I have a admin namespaced controller for a simple blog I am writing, as soon as I add in some user support to my test I get back an error, this error only happens when I add the let(:user) { ... } and before { ... } bit
Failure/Error: post :create, :post => blog_post
NoMethodError:
undefined method `merge!' for "a-sample-blog-post":String
# ./app/controllers/admin/posts_controller.rb:13:in `create'
# ./spec/controllers/admin/post_controller_spec.rb:13:in `block (4 levels) in <top (required)>'
# ./spec/controllers/admin/post_controller_spec.rb:12:in `block (3 levels) in <top (required)>'
This is on line 13 of PostsController:
@post = Post.new(params[:post].merge!(:user => current_user))
My simple test code is as follows
require 'spec_helper'
describe Admin::PostsController do
describe "new blog post with valid attributes" do
let(:blog_post) { Factory(:post) }
let(:user) { Factory(:user, :admin => true) }
before { sign_in user }
it "should be valid" do
lambda do
post :create, :post => blog_post
end.should change(Post, :count).by(1)
end
end
end
And in case this helps, here is my factories.rb file
Factory.define :post do |post|
post.title "A sample blog post"
post.content "Duis mollis, est non commodo eget lacinia odio sem nec elit."
end
Factory.define :user do |user|
user.email "[email protected]"
user.password "foobar"
user.admin true
end
Can someone help me understand?
It's telling you what the error is:
undefined method `merge!' for "a-sample-blog-post":String
And that's only happening during the post :create, :post => blog_post
section of your test which means it's directly related to creating a new Post object (and has nothing to do with the let(:user)
section).
Ruby's merge method only works on hashes, but the params you are trying to merge the :user
entry into is a string which is incompatible.
What I'm not seeing is how you're associating users with posts. For example, you should probably have a user_id
field in the Post
model which ties a user to a specific post (to tell you who created that post).
So rewriting this a bit:
class Post < ActiveRecord::Base
# tell Rails what we should let the user update via a form
attr_accessible :title, :content
# == Schema Information
#
# Table name: posts
#
# id :integer not null, primary key
# user_id :integer
# title :string(255)
# content :text
# created_at :datetime
# updated_at :datetime
end
In your PostsController
def create
@post = Post.new(params[:post])
@post.user_id = current_user.id
if @post.save
# great success
else
# Y U NO SAVE?!
end
end
And your params should include :title
and :content
.
If you want to automatically associate your Factory(:post)
with a user, you can do:
Factory.define :post do |post|
post.association :user
post.title "A sample blog post"
post.content "Duis mollis, est non commodo eget lacinia odio sem nec elit."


WHAT IS BEING ASKED
Take the lines from the line containing "Task: Click on" through the end of the entries and output them exactly, with no pictures and nothing more.

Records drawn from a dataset
★ ★ ★ ★ ★ ★ ★

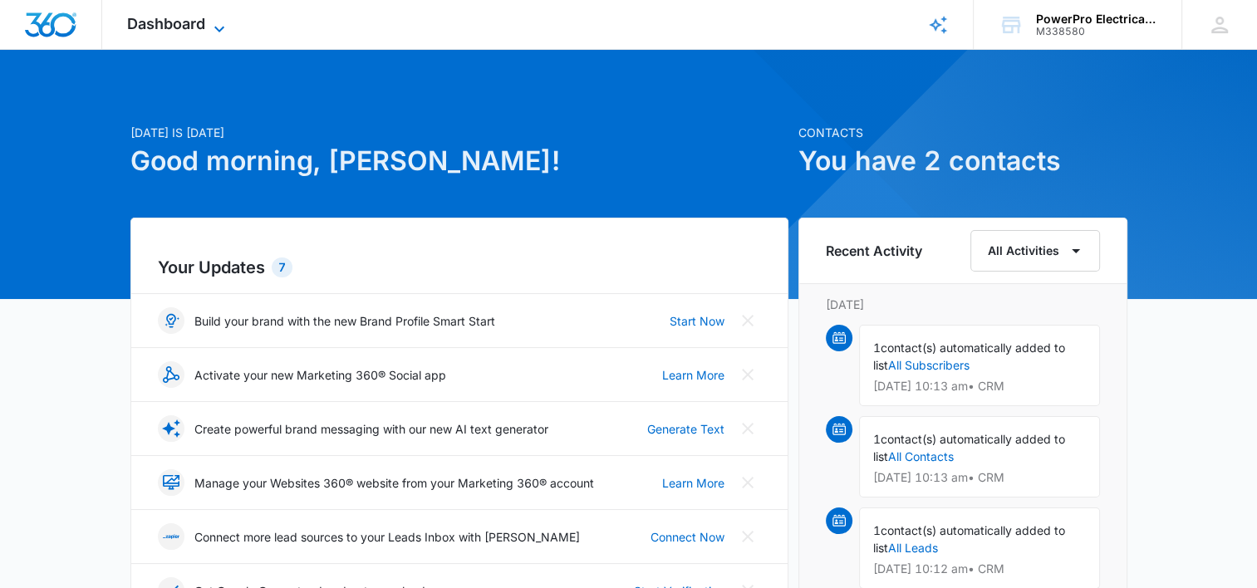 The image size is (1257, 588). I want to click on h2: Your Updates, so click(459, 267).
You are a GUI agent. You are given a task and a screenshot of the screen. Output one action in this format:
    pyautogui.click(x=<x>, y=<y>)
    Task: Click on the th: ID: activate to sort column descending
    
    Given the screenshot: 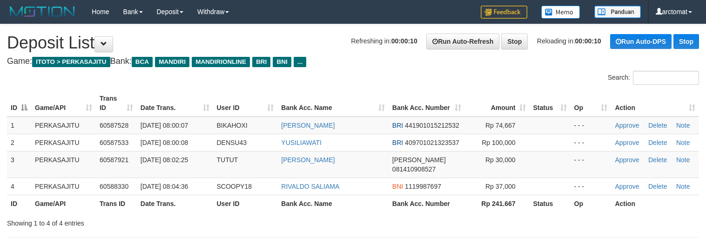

★ ★ ★ ★ ★ ★ ★

COMPLETED EXERCISE
    Task: Click on the th: ID: activate to sort column descending
    
    Given the screenshot: 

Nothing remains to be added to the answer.